A former Meta engineer published a warning on July 11 identifying quantum computing's cryptographic risk and declining miner block rewards as two existential threats to Bitcoin's long-term security.
A former Meta engineer published a warning on July 11 identifying quantum computing's cryptographic risk and declining miner block rewards as two existential threats to Bitcoin's long-term security.

A former Meta engineer published a warning on July 11 identifying quantum computing's cryptographic risk and declining miner block rewards as two existential threats to Bitcoin's long-term security.
Bitcoin faces a dual threat from quantum computing and its own incentive structure, a former Meta engineer warned, as Google research suggests encryption-breaking machines could arrive by 2029.
"The combination of cryptographic vulnerability and shrinking miner compensation creates a structural risk the network has never faced simultaneously," the engineer said in the analysis, which was circulated among industry security researchers.
Roughly 35% to 50% of Bitcoin's circulating supply could be exposed to a quantum computing attack, according to an unpublished June 2026 working paper by independent researcher Ahmed Raza Muhammad Umer. That represents about 6.9 million BTC in legacy wallets or reused addresses where public keys have already been exposed on-chain, per estimates cited by BitGo. Declining block rewards — which halve approximately every four years — reduce the financial incentive for miners to maintain network security, potentially making the chain more susceptible to reorganization attacks.
The warning adds pressure on Bitcoin developers to agree on a post-quantum upgrade path, a process stalled by disagreements over which cryptographic standard to adopt. None of the top 20 blockchains have deployed a post-quantum signature algorithm, executives said, and the Ethereum Foundation is targeting 2029 for full quantum protection.
Google's Quantum AI team published a March 2026 whitepaper suggesting that breaking Bitcoin's elliptic curve cryptography could require fewer than 500,000 physical qubits, a threshold the company believes could be reached by 2029. The finding compressed what many in the industry had assumed was a 10-to-20-year timeline. Blockstream CEO Adam Back maintains the existential quantum threat is still 20 to 40 years out, but BitGo CEO Mike Belshe has warned that "the safest key is one whose public key has never been revealed on-chain."
BitGo launched quantum-risk tools on July 9 that help institutional Bitcoin holders identify and reduce potential future quantum-computing exposure in their custody wallets. The tools allow clients to scan for addresses with exposed public keys and move funds to quantum-safe storage. U.S. President Donald Trump last month issued executive orders to bolster U.S. quantum capability, acknowledging the risks the technology poses to both public and private sectors.
The engineer's second concern centers on Bitcoin's security model, which relies on miners expending computational power to validate transactions. Each halving cuts the block reward in half — the most recent reduction in April 2024 lowered it to 3.125 BTC per block. As rewards shrink, miners with higher operating costs may exit the network, reducing hash rate and making the chain cheaper to attack. Transaction fees have not yet risen enough to fully replace block rewards as miner compensation, creating what the engineer described as a "revenue gap" that could widen over successive halving cycles.
Christopher Wood, global head of equity strategy at Jefferies, removed a 10% bitcoin allocation from his model portfolio in January due to the long-term "existential" threat of quantum computing, he wrote in his January newsletter. The Jefferies move shows that institutional investors are beginning to price in quantum risk, even if the timeline remains uncertain. Chris Tam, head of quantum innovation at BTQ Technologies, described quantum computing as "the most direct and existential threat towards cryptocurrencies and crypto networks."
This article is for informational purposes only and does not constitute investment advice.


What the task asks » Your result should be every line of the records below that contains the word "Name".

Data provided »
□ □ □ □ □
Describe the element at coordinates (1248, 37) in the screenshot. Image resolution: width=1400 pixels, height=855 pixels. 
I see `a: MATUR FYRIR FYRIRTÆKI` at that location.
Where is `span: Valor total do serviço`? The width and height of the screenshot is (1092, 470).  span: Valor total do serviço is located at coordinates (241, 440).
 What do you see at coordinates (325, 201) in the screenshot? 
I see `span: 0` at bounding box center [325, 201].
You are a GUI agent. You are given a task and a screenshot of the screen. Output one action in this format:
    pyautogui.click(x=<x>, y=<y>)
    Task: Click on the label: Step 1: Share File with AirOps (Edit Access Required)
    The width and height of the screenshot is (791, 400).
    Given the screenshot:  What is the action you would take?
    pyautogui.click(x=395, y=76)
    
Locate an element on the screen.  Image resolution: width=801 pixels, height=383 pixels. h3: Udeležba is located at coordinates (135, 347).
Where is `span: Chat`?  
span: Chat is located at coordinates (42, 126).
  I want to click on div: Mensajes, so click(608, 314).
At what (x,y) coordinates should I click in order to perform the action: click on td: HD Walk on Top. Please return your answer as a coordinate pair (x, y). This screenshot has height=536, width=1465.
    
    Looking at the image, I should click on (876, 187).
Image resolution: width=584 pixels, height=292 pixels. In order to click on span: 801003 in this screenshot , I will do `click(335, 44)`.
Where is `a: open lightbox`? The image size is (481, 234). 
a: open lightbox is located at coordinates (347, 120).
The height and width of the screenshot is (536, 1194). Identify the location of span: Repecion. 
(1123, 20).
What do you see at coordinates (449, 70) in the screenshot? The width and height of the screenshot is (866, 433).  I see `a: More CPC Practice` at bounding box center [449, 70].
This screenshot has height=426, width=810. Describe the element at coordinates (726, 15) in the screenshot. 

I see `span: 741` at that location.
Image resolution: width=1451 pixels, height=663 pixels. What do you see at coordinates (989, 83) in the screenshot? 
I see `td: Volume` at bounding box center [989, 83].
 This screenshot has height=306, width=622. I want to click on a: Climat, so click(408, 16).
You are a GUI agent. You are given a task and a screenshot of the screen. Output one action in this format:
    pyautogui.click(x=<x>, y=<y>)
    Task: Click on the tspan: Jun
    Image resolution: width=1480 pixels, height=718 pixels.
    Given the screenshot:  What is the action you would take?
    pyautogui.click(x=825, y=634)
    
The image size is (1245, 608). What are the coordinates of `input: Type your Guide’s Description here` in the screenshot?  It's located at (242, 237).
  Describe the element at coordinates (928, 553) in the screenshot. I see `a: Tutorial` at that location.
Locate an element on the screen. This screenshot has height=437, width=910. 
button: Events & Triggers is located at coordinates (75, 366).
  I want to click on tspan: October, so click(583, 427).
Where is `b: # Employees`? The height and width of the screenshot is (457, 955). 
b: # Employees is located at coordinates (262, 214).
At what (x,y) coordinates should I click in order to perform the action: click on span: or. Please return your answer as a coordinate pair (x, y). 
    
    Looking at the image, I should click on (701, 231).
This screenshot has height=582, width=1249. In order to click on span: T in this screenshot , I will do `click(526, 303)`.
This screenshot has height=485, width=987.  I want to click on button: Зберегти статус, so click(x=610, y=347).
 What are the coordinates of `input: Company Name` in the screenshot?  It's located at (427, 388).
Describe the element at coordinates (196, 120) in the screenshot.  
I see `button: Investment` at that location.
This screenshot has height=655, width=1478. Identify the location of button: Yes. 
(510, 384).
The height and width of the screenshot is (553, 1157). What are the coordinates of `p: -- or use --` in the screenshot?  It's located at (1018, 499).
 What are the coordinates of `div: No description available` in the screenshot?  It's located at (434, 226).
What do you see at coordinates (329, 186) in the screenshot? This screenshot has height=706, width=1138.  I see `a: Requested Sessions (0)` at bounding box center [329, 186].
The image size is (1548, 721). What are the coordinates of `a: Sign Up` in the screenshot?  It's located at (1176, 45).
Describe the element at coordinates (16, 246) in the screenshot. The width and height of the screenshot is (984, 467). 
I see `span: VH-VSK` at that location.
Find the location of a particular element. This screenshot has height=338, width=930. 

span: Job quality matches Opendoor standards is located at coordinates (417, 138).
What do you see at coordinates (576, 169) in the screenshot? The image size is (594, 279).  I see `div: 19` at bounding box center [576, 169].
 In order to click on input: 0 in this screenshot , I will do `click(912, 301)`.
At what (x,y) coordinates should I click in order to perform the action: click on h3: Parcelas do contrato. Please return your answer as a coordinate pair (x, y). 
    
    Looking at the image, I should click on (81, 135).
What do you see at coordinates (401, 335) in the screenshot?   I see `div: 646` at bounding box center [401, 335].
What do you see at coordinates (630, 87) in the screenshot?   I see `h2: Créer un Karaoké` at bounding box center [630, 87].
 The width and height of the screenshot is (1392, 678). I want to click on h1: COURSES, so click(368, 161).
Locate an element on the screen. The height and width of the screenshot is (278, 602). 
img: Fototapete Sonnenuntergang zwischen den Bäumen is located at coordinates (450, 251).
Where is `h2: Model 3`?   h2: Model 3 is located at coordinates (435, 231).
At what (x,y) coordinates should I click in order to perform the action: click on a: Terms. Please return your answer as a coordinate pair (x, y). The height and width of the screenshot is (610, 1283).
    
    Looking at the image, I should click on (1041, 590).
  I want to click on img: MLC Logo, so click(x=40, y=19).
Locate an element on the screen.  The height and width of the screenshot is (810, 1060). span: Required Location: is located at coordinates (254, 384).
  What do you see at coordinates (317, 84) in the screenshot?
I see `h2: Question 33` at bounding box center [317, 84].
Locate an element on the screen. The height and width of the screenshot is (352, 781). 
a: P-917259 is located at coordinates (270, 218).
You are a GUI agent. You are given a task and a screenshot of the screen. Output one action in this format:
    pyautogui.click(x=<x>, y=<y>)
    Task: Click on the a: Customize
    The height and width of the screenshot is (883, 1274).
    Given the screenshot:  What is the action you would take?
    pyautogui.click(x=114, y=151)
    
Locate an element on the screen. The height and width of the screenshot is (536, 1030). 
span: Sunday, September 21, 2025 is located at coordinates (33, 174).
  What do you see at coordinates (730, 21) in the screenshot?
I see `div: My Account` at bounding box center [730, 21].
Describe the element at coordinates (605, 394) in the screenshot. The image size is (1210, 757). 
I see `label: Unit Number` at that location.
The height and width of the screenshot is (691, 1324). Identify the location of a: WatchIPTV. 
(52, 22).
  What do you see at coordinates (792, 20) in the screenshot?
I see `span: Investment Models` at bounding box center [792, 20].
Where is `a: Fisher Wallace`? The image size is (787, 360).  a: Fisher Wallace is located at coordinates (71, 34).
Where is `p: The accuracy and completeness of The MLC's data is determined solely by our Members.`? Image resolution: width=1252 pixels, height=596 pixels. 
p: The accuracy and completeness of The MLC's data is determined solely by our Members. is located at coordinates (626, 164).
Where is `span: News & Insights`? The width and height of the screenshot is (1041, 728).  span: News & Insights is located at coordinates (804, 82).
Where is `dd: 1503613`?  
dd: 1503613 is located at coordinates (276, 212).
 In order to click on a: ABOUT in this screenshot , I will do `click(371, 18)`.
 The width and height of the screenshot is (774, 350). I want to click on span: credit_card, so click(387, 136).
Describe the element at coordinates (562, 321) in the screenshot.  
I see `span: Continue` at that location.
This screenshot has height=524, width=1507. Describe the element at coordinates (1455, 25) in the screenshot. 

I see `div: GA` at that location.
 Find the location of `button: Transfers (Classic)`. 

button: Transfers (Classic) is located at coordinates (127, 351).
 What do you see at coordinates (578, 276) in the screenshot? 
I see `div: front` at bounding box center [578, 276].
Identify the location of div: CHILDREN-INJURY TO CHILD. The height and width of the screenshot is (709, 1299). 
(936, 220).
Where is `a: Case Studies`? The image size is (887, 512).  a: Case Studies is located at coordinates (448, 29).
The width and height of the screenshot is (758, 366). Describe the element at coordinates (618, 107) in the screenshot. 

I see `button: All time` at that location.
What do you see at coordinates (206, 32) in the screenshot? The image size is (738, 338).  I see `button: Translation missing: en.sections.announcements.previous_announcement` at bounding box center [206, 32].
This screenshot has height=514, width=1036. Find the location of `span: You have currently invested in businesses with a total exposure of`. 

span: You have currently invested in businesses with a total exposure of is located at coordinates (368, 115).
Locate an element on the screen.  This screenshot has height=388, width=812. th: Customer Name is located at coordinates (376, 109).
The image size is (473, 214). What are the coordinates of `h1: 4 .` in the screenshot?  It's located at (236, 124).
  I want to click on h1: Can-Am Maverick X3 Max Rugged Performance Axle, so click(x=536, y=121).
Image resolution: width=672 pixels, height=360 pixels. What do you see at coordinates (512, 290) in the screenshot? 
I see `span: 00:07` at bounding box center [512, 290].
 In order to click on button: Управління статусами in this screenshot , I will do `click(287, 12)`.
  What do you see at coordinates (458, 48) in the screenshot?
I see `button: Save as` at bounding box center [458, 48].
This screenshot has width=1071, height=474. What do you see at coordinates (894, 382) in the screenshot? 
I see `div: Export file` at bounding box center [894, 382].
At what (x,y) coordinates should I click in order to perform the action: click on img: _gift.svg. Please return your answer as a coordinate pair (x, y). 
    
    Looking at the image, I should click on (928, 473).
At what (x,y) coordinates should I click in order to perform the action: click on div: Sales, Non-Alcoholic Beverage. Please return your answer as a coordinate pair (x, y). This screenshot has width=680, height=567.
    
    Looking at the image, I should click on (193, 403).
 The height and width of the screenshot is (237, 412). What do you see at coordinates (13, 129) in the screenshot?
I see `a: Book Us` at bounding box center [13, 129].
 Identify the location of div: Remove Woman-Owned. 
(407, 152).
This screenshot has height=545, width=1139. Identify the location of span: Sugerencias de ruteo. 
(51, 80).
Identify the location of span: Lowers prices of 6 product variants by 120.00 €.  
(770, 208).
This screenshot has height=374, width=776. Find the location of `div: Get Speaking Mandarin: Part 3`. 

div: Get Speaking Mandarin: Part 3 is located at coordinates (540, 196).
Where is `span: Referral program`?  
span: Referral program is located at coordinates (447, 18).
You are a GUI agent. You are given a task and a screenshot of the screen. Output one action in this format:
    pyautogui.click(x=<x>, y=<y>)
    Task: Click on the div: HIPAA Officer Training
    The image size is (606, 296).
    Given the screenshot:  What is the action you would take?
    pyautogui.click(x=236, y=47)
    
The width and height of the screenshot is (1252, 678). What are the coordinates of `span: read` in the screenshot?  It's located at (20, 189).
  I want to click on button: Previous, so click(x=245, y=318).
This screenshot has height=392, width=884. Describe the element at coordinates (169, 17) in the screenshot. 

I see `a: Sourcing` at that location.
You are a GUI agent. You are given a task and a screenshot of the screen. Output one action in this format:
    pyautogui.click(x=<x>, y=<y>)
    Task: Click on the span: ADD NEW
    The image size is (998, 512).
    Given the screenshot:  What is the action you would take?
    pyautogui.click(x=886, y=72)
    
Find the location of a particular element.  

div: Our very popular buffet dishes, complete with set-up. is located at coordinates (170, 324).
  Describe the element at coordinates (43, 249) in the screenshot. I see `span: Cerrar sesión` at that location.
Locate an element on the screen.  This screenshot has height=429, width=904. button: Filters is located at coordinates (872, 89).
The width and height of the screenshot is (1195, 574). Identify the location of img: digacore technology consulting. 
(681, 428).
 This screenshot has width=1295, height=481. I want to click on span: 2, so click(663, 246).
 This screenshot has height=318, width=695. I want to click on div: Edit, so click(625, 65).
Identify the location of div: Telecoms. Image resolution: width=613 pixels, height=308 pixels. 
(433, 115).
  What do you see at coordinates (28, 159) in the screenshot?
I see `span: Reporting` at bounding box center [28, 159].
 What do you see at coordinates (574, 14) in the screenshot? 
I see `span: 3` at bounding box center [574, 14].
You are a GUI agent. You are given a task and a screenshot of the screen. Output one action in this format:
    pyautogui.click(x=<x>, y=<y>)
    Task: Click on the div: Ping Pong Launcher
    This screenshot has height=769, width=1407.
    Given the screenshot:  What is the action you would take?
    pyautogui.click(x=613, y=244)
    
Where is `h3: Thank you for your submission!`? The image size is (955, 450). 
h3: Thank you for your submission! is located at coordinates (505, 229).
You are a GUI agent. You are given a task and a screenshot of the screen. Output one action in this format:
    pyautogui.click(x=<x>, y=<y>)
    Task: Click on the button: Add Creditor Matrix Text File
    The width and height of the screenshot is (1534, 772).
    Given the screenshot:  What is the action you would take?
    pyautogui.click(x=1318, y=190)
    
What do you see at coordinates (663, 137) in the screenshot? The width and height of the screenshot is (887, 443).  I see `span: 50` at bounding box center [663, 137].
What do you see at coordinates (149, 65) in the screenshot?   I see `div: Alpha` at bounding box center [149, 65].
□ □ □ □ □
Written solution »
 What are the coordinates of `input: Company Name` in the screenshot?  It's located at (427, 388).
Locate an element on the screen.  This screenshot has height=388, width=812. th: Customer Name is located at coordinates (376, 109).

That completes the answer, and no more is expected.